Author Dates Finding
From DPCanadaWiki
One of the major problems of the Canadian copyright system (essentially life + 50 years) is that the death date of an author is often unknown. Until such time that a death date can be established, the book simply cannot enter DPC's workflow. It is dangerous to begin any significant amount of CP work before you obtain a copyright clearance from Site Admin.
To establish a DOD (date of death) to PGC's standards, we do not just need a death date, we also need a reference to one or more reliable sources.
A list of "approved" sources of DOD information will be compiled here, in case you want to do your own preliminary research:
- List of Eligible Authors for PGCanada updated regularly
- Collections Canada "Amicus"
- Bibliotheque et Archives nationales du Québec
- Library of Congress Authorities
- The New York Times database (and other national newspapers archives)

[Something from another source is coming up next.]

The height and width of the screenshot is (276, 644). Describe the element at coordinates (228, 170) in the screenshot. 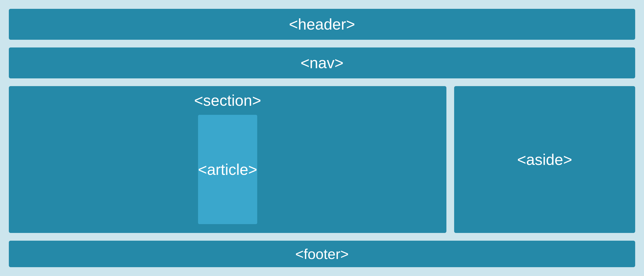

I see `article-label: <article>` at that location.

- Cambridge Bibiography of English Literature
- London Library Online Catalog
- The British Library
- The Internet Archive TIA
- National Archives of the UK
- Dictionary of Ulster Biography
- New General Catlog of Books and Authors (kingkong) - not sufficient alone
- Wikipedia - not sufficient alone
Others will be added: if you have suggestions, please submit them with complete URLs to SA for checkout.
In cases where no death dates can be found, any information that might help establish the copyright status is also welcome, such as birth dates, dates of first publications, dates of last publications, other hints that an author was still alive at a certain time. However, sometimes an author has worked so long ago that it is quite safe to assume he died more than 50 years ago, as is the case with authors who were born more than 160 years ago.

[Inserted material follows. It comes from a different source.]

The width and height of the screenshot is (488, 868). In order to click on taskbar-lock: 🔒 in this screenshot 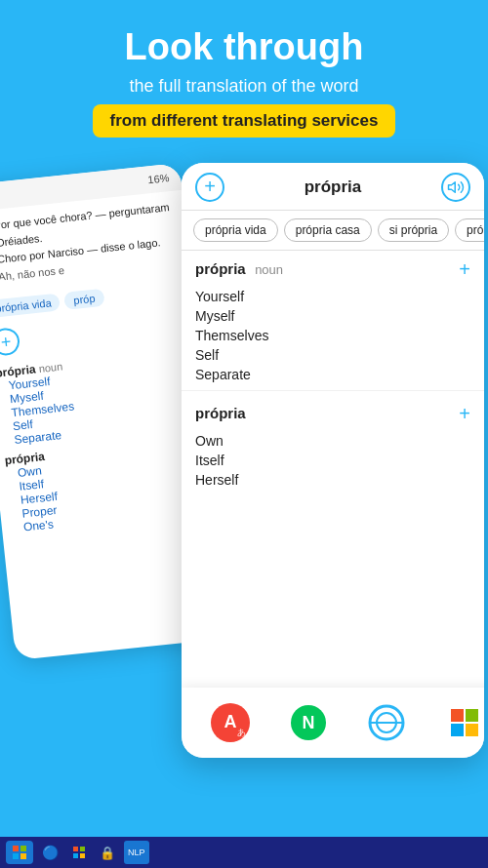, I will do `click(107, 852)`.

So, when you have a project you want to clear, let Site Admin know title, full author name, year of publication of the edition involved, DOD if known, and, importantly, the same info for any other "significant contributor".
This means illustrator (but if we cannot clear the illustrator, we can omit the illos), translator, secondary author(s)... but NOT editor (unless that's a euphemism for "ghost-writer"), writer of dedication or preface, and certainly not other authors who are quoted incidentally (apply "fair use" rules - short quotes are OK, whole sections or chapters require DOD clearance).